The Immediate Shock and Terror of the Bondi Shooting Is Transitioning to Anger and Discord. It Is Imperative We Look For the Light.

While the nation settles into for a customary Christmas holiday across languorous days of beach and scorching heat accompanied by the background of Test cricket and cicada song, this year the country’s summer atmosphere seems, unfortunately, like none before.

It would be a significant understatement to describe the national disposition after the anti-Jewish terrorist attack on Jewish Australians during Bondi Hanukah celebrations as one of simple ennui.

Throughout the country, but nowhere more so than in Sydney – the most iconically beautiful of the nation's urban centers – a tenor of immediate shock, sorrow and horror is shifting to anger and deep polarization.

Those who had previously missed the frequently expressed concerns of Australian Jews are now acutely aware. Similarly, they are attuned to reconciling the need for a much more immediate, energetic official fight against anti-Jewish hatred with the freedom to peacefully protest against genocide.

If ever there was a moment for a countrywide dialogue, it is now, when our belief in humanity is so deeply diminished. This is particularly so for those of us fortunate enough never to have endured the hatred and fear of faith-based persecution on this continent or anywhere else.

And yet the social media feeds keep spewing at us the banal instant opinions of those with blistering, divisive views but little understanding at all of that profound vulnerability.

This is a time when I regret not having a greater faith. I lament, because believing in people – in our capacity for compassion – has failed us so painfully. A different source, a greater power, is needed.

And yet from the horror of Bondi we have witnessed such extreme instances of human goodness. The heroism of individuals. The selflessness of bystanders. Emergency personnel – law enforcement and medical staff, those who charged into the gunfire to aid others, some recognised but for the most part unnamed and unsung.

When the barrier cordon still waved wildly all about Bondi, the imperative of social, faith-based and cultural unity was laudably championed by faith leaders. It was a message of love and tolerance – of unifying rather than dividing in a moment of antisemitic slaughter.

Consistent with the meaning of the Festival of Lights (light amid darkness), there was so much appropriate reference of the need for lightness.

Unity, light and compassion was the essence of belief.

‘Our public places may not appear exactly as they did again.’

And yet segments of the political landscape responded so disgustingly quickly with fragmentation, finger-pointing and recrimination.

Some politicians gravitated straight for the darkness, using the atrocity as a cynical opportunity to challenge Australia’s migration rules.

Observe the harmful rhetoric of division from longstanding agitators of Australian racial division, exploiting the attack before the crime scene was even cold. Then read the statements of political figures while the investigation was still active.

Politics has a daunting job to do when it comes to uniting a nation that is mourning and frightened and looking for the light and, importantly, answers to so many uncertainties.

Like why, when the official terror alert was assessed as probable, did such a large open-air Hanukah celebration go ahead with such a woefully inadequate security presence? Like how could the accused attackers have six guns in the family home when the security agency has so openly and repeatedly warned of the threat of antisemitic violence?

How quickly we were subjected to that tired line (or iterations of it) that it’s individuals not guns that kill. Of course, both things are valid. It’s possible to simultaneously seek new ways to prevent violent bigotry and prevent firearms away from its possible actors.

In this city of immense beauty, of clear azure skies above ocean and sand, the water and the beaches – our shared community spaces – may not seem entirely familiar again to the many who’ve noted that famous Bondi seems so jarringly out of place with last weekend’s horrific violence.

We long right now for understanding and significance, for loved ones, and perhaps for the consolation of beauty in culture or the natural world.

This weekend many Australians are cancelling Christmas party plans. Reflective solitude will feel more in order.

But this is perhaps counterintuitively counterintuitive. For in these days of anxiety, anger, sadness, confusion and grief we need each other now more than ever.

The reassurance of community – the binding force of the unity in the very word – is what we probably need most.

But sadly, all of the portents are that cohesion in politics and society will be hard to find this long, enervating summer.

Kristin Pennington
Kristin Pennington

A seasoned sports analyst with over a decade of experience in betting strategies and statistical modeling.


■ Task statement: An exact copy of the records below is required, and it must contain no pictures.

(Excerpts from a figure dataset)

Segment Open

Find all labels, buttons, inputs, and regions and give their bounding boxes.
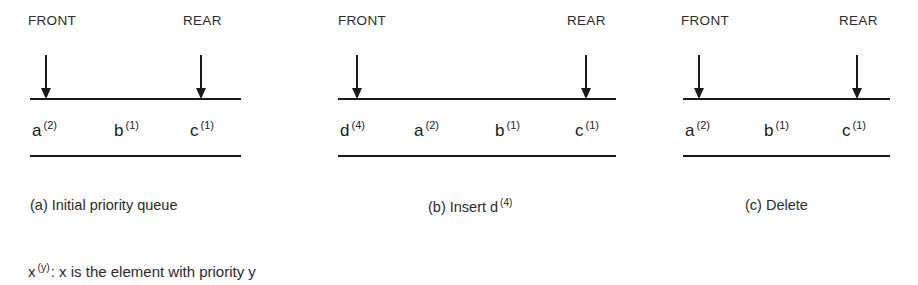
panel-b-element-3: c(1)	[575, 120, 599, 139]
panel-b-rear-label: REAR	[567, 14, 606, 28]
panel-c-bottom-rule	[683, 155, 890, 157]
panel-c-caption: (c) Delete	[745, 198, 808, 213]
panel-c-rear-label: REAR	[839, 14, 878, 28]
panel-a-rear-arrow	[196, 55, 207, 99]
panel-a-front-arrow	[41, 55, 52, 99]
panel-c: FRONT REAR a(2) b(1) c(1)	[620, 0, 918, 180]
element-priority: (1)	[125, 119, 138, 131]
element-name: d	[340, 121, 349, 140]
panel-b-front-arrow	[352, 55, 363, 99]
element-name: b	[495, 121, 504, 140]
element-name: c	[190, 121, 199, 140]
priority-queue-figure: FRONT REAR a(2) b(1) c(1) FRONT REAR	[0, 0, 918, 285]
panel-b: FRONT REAR d(4) a(2) b(1) c(1)	[300, 0, 620, 180]
element-priority: (1)	[853, 119, 866, 131]
panel-a-element-1: b(1)	[114, 120, 139, 139]
panel-a-top-rule	[30, 98, 241, 100]
panel-c-front-label: FRONT	[681, 14, 729, 28]
legend-symbol-superscript: (y)	[38, 261, 50, 273]
element-priority: (1)	[201, 119, 214, 131]
panel-c-element-0: a(2)	[685, 120, 710, 139]
element-name: c	[842, 121, 851, 140]
panel-b-caption-superscript: (4)	[500, 197, 512, 208]
panel-b-element-1: a(2)	[414, 120, 439, 139]
legend-text: : x is the element with priority y	[51, 263, 256, 280]
panel-c-front-arrow	[694, 55, 705, 99]
panel-a-front-label: FRONT	[28, 14, 76, 28]
panel-a-element-0: a(2)	[32, 120, 57, 139]
element-priority: (1)	[586, 119, 599, 131]
panel-b-top-rule	[338, 98, 616, 100]
element-name: a	[685, 121, 694, 140]
element-priority: (2)	[696, 119, 709, 131]
panel-c-top-rule	[683, 98, 890, 100]
panel-b-caption: (b) Insert d(4)	[428, 198, 512, 214]
element-name: a	[414, 121, 423, 140]
element-priority: (4)	[351, 119, 364, 131]
element-name: a	[32, 121, 41, 140]
element-priority: (2)	[43, 119, 56, 131]
panel-a-element-2: c(1)	[190, 120, 214, 139]
panel-a-bottom-rule	[30, 155, 241, 157]
element-name: b	[764, 121, 773, 140]
panel-c-rear-arrow	[852, 55, 863, 99]
panel-b-caption-text: (b) Insert d	[428, 199, 498, 215]
panel-a: FRONT REAR a(2) b(1) c(1)	[0, 0, 300, 180]
element-priority: (2)	[425, 119, 438, 131]
panel-c-element-2: c(1)	[842, 120, 866, 139]
legend-symbol: x	[28, 263, 36, 280]
legend-note: x(y): x is the element with priority y	[28, 262, 256, 279]
panel-a-caption: (a) Initial priority queue	[30, 198, 178, 213]
element-name: b	[114, 121, 123, 140]
panel-b-rear-arrow	[581, 55, 592, 99]
panel-b-element-2: b(1)	[495, 120, 520, 139]
element-name: c	[575, 121, 584, 140]
panel-b-front-label: FRONT	[338, 14, 386, 28]
panel-c-element-1: b(1)	[764, 120, 789, 139]
element-priority: (1)	[506, 119, 519, 131]
panel-a-rear-label: REAR	[183, 14, 222, 28]
element-priority: (1)	[775, 119, 788, 131]
panel-b-bottom-rule	[338, 155, 616, 157]
panel-b-element-0: d(4)	[340, 120, 365, 139]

Segment Closed

■ Reply to the exercise:
Find all labels, buttons, inputs, and regions and give their bounding boxes.
panel-b-element-3: c(1)	[575, 120, 599, 139]
panel-b-rear-label: REAR	[567, 14, 606, 28]
panel-c-bottom-rule	[683, 155, 890, 157]
panel-c-caption: (c) Delete	[745, 198, 808, 213]
panel-c-rear-label: REAR	[839, 14, 878, 28]
panel-a-rear-arrow	[196, 55, 207, 99]
panel-a-front-arrow	[41, 55, 52, 99]
panel-c: FRONT REAR a(2) b(1) c(1)	[620, 0, 918, 180]
element-priority: (1)	[125, 119, 138, 131]
element-name: d	[340, 121, 349, 140]
panel-b-front-arrow	[352, 55, 363, 99]
element-name: b	[495, 121, 504, 140]
element-name: c	[190, 121, 199, 140]
priority-queue-figure: FRONT REAR a(2) b(1) c(1) FRONT REAR	[0, 0, 918, 285]
panel-b: FRONT REAR d(4) a(2) b(1) c(1)	[300, 0, 620, 180]
element-priority: (1)	[853, 119, 866, 131]
panel-a-element-1: b(1)	[114, 120, 139, 139]
panel-a-top-rule	[30, 98, 241, 100]
panel-c-front-label: FRONT	[681, 14, 729, 28]
legend-symbol-superscript: (y)	[38, 261, 50, 273]
element-priority: (1)	[201, 119, 214, 131]
panel-c-element-0: a(2)	[685, 120, 710, 139]
element-name: c	[842, 121, 851, 140]
panel-b-caption-superscript: (4)	[500, 197, 512, 208]
panel-b-element-1: a(2)	[414, 120, 439, 139]
legend-text: : x is the element with priority y	[51, 263, 256, 280]
panel-c-front-arrow	[694, 55, 705, 99]
panel-a-front-label: FRONT	[28, 14, 76, 28]
panel-a-element-0: a(2)	[32, 120, 57, 139]
element-priority: (1)	[586, 119, 599, 131]
panel-b-top-rule	[338, 98, 616, 100]
element-name: a	[685, 121, 694, 140]
element-priority: (2)	[696, 119, 709, 131]
panel-c-top-rule	[683, 98, 890, 100]
panel-b-caption: (b) Insert d(4)	[428, 198, 512, 214]
element-name: a	[414, 121, 423, 140]
element-priority: (4)	[351, 119, 364, 131]
element-name: a	[32, 121, 41, 140]
element-priority: (2)	[43, 119, 56, 131]
panel-a-element-2: c(1)	[190, 120, 214, 139]
panel-a-bottom-rule	[30, 155, 241, 157]
element-name: b	[764, 121, 773, 140]
panel-c-rear-arrow	[852, 55, 863, 99]
panel-b-caption-text: (b) Insert d	[428, 199, 498, 215]
panel-a: FRONT REAR a(2) b(1) c(1)	[0, 0, 300, 180]
element-priority: (2)	[425, 119, 438, 131]
panel-c-element-2: c(1)	[842, 120, 866, 139]
legend-symbol: x	[28, 263, 36, 280]
legend-note: x(y): x is the element with priority y	[28, 262, 256, 279]
panel-a-caption: (a) Initial priority queue	[30, 198, 178, 213]
element-name: b	[114, 121, 123, 140]
panel-b-rear-arrow	[581, 55, 592, 99]
panel-b-element-2: b(1)	[495, 120, 520, 139]
element-name: c	[575, 121, 584, 140]
panel-b-front-label: FRONT	[338, 14, 386, 28]
panel-c-element-1: b(1)	[764, 120, 789, 139]
element-priority: (1)	[506, 119, 519, 131]
panel-a-rear-label: REAR	[183, 14, 222, 28]
element-priority: (1)	[775, 119, 788, 131]
panel-b-bottom-rule	[338, 155, 616, 157]
panel-b-element-0: d(4)	[340, 120, 365, 139]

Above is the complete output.